BEIJING (AP)― A U.S. envoy says he made “a little bit of progress” in talks with North Korea on restarting nuclear disarmament in return for aid, in the first negotiations with the country since its longtime leader Kim Jong-il died two months ago.
U.S. envoy Glyn Davies said Friday that after a day-and-a-half of talks that he had hoped to provide details of his discussions but said no breakthrough had been made. Instead, he said Washington and its allies, Japan and South Korea, need to evaluate what the North Korean negotiators told him.
He said he discussed a range of issues with North Korean negotiators, including uranium enrichment, human rights and humanitarian aid.
The U.S.-North Korea talks in Beijing are the third round since July aimed at restarting the broader negotiations that began in 2003 and also involve China, Japan, Russia and South Korea. The six-party talks were last held in December 2008. Pyongyang walked away from those talks in 2009 and later exploded its second nuclear device.
Additional steps may be needed before a resumption of the six-nation talks. The North may first request food shipments, while the U.S. and its allies want assurances Pyongyang is committed to making progress on past nuclear commitments.
Questioned on what agreements were needed to restart the six-nation talks, State Department spokesman Mark Toner said the North Koreans ``need to still come back and answer some of the questions and issues that we’ve raised previously.’’
``But we are also steadfast in what we’re asking for North Korea to do, which is live up its prior commitments, and we’re going to continue to talk with them,’’ Toner told reporters at a Thursday briefing in Washington.
The United States has also said that better ties between North Korea and U.S. ally South Korea are crucial. North Korea has rejected South Korean offers to talk in recent weeks, and animosity between the rivals still lingers from violence in 2010: a North Korean artillery attack in November killed four South Koreans on a front-line island, and Seoul blames North Korea for the sinking of a warship that killed 46 sailors earlier that year. Pyongyang denies sinking the ship and says a South Korean live-fire drill provoked the artillery attack.
The six-nation talks, once restarted, would be aimed at dismantling North Korea’s remaining nuclear programs in exchange for what would likely involve even greater donations of aid.
Worries about North Korea’s nuclear capability took on renewed urgency in November 2010 when the country disclosed a uranium enrichment facility that could give it a second route to manufacture nuclear weapons, in addition to its existing plutonium-based program.
U.S. envoy Glyn Davies said Friday that after a day-and-a-half of talks that he had hoped to provide details of his discussions but said no breakthrough had been made. Instead, he said Washington and its allies, Japan and South Korea, need to evaluate what the North Korean negotiators told him.

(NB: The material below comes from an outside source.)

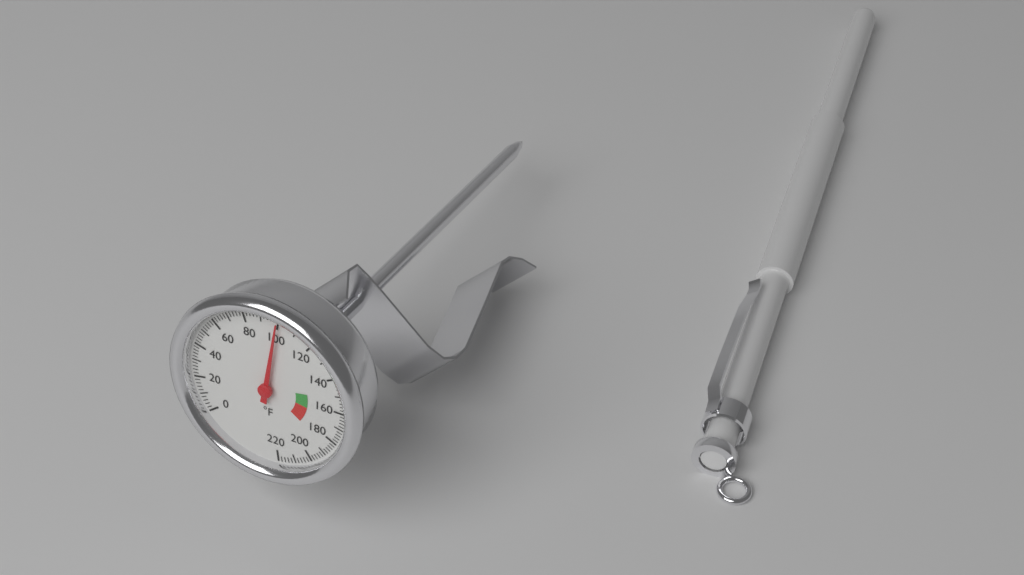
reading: 100 °F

He said he discussed a range of issues with North Korean negotiators, including uranium enrichment, human rights and humanitarian aid.
The U.S.-North Korea talks in Beijing are the third round since July aimed at restarting the broader negotiations that began in 2003 and also involve China, Japan, Russia and South Korea. The six-party talks were last held in December 2008. Pyongyang walked away from those talks in 2009 and later exploded its second nuclear device.
Additional steps may be needed before a resumption of the six-nation talks. The North may first request food shipments, while the U.S. and its allies want assurances Pyongyang is committed to making progress on past nuclear commitments.
Questioned on what agreements were needed to restart the six-nation talks, State Department spokesman Mark Toner said the North Koreans ``need to still come back and answer some of the questions and issues that we’ve raised previously.’’
``But we are also steadfast in what we’re asking for North Korea to do, which is live up its prior commitments, and we’re going to continue to talk with them,’’ Toner told reporters at a Thursday briefing in Washington.
The United States has also said that better ties between North Korea and U.S. ally South Korea are crucial. North Korea has rejected South Korean offers to talk in recent weeks, and animosity between the rivals still lingers from violence in 2010: a North Korean artillery attack in November killed four South Koreans on a front-line island, and Seoul blames North Korea for the sinking of a warship that killed 46 sailors earlier that year. Pyongyang denies sinking the ship and says a South Korean live-fire drill provoked the artillery attack.
The six-nation talks, once restarted, would be aimed at dismantling North Korea’s remaining nuclear programs in exchange for what would likely involve even greater donations of aid.
Worries about North Korea’s nuclear capability took on renewed urgency in November 2010 when the country disclosed a uranium enrichment facility that could give it a second route to manufacture nuclear weapons, in addition to its existing plutonium-based program.